Running a successful and informative analytics program is not always easy. Here are six potential pitfalls that can affect any data-driven process. Remain cognizant of each probable hurdle as you build and refine your own marketing metrics operation.
1. Reporting Rubbish
Are your reports truly providing helpful insight, clearly stated data translations, and meaningful recommendations? While the “insights” or “notes” section of any report is truly the most important, too often these annotations simply regurgitate data tables, charts, and graphs. Don’t let your marketing reports get away with conveying cookie-cutter notes and lackluster insights. For every hour spent pulling data, spend an hour offering up a healthy dose of understanding.
2. Empty-Handed Frustration
The analysis process can lead you down several promising routes that bear no fruit. A data point that initially gives off a promising scent can end up stale and uninspiring. Don’t sweat it. The more time you spend with your data, the better equipped you’ll be to uncover juicy takeaways and ask really smart questions. Remain steadfast, if not stubborn, in your commitment to manipulate marketing metrics to unveil truly meaningful data discoveries. Stay true, and keep hunting.

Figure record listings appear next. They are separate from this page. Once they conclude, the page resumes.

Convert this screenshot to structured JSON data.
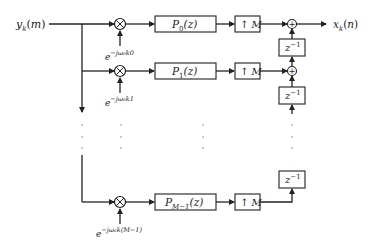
{
  "diagram": {
    "type": "block-diagram",
    "title": "",
    "input_label": "y_k(m)",
    "output_label": "x_k(n)",
    "branches": [
      {
        "index": 0,
        "exponent_label": "e^{-jω_0 k0}",
        "exp_base": "e",
        "exp_sup": "−jω₀k0",
        "filter_label": "P_0(z)",
        "filter_main": "P",
        "filter_sub": "0",
        "filter_arg": "(z)",
        "upsampler_label": "↑ M",
        "delay_label": "z^{-1}"
      },
      {
        "index": 1,
        "exponent_label": "e^{-jω_0 k1}",
        "exp_base": "e",
        "exp_sup": "−jω₀k1",
        "filter_label": "P_1(z)",
        "filter_main": "P",
        "filter_sub": "1",
        "filter_arg": "(z)",
        "upsampler_label": "↑ M",
        "delay_label": "z^{-1}"
      },
      {
        "index": "M-1",
        "exponent_label": "e^{-jω_0 k(M-1)}",
        "exp_base": "e",
        "exp_sup": "−jω₀k(M−1)",
        "filter_label": "P_{M-1}(z)",
        "filter_main": "P",
        "filter_sub": "M−1",
        "filter_arg": "(z)",
        "upsampler_label": "↑ M",
        "delay_label": "z^{-1}"
      }
    ],
    "delay_main": "z",
    "delay_sup": "−1",
    "ellipsis": "⋮",
    "multiplier_symbol": "⊗",
    "adder_symbol": "+"
  }
}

3. Lack of Creative Appreciation & Cooperation
Be a data-driven organization, not a data dictatorship. Marketing metrics should not command the creative process. Data should inform creative strategy and validate its results. Just because you have the metrics to point you in the right direction, doesn’t mean the journey is complete. Analysts need to know their role. Allow your metrics to inform business decisions without mandating creative approach and execution.
4. Integration Troubles
No matter what analytics tools you rely upon, getting them all to share data or feed one single hub is often a challenge. Integrate data from your various marketing metrics platforms (web, apps, media buys, search campaigns, email, social media, etc.) to make holistic decisions about the current state and future of your program. Having trouble integrating data from one tool with another? Try tools like Zapier, snapLogic, or Skyvia.
5. HiPPOs
No, I’m not advising you to steer clear of perilous pachyderms. HiPPO is an acronym for Highest Paid Person’s Opinion. From the CEO to the intern, we all have thoughts and ideas about the best course of action for our websites, apps, and campaigns. The only opinion that truly matters, however, is that of the customer. Data-driven organizations are democracies ruled by the people. In the analyst’s case, your “people” are your website visitors, app users, and the prospects targeted in your campaigns. Don’t let one person – even the boss – run the show. The voice of the customer as demonstrated by analytics should be the focus of your metrics program and always have the final say.
6. Analytical Myopia
Marketing campaigns fail. So do websites, landing pages, emails, display buys, search programs, and offline efforts. Most often the points of failure are not singular. Avoid becoming so laser-focused on a sole issue that you lose sight of other symptoms. Take a wide view when problem-solving and be willing to change how and what you measure to make the best long-term marketing decisions.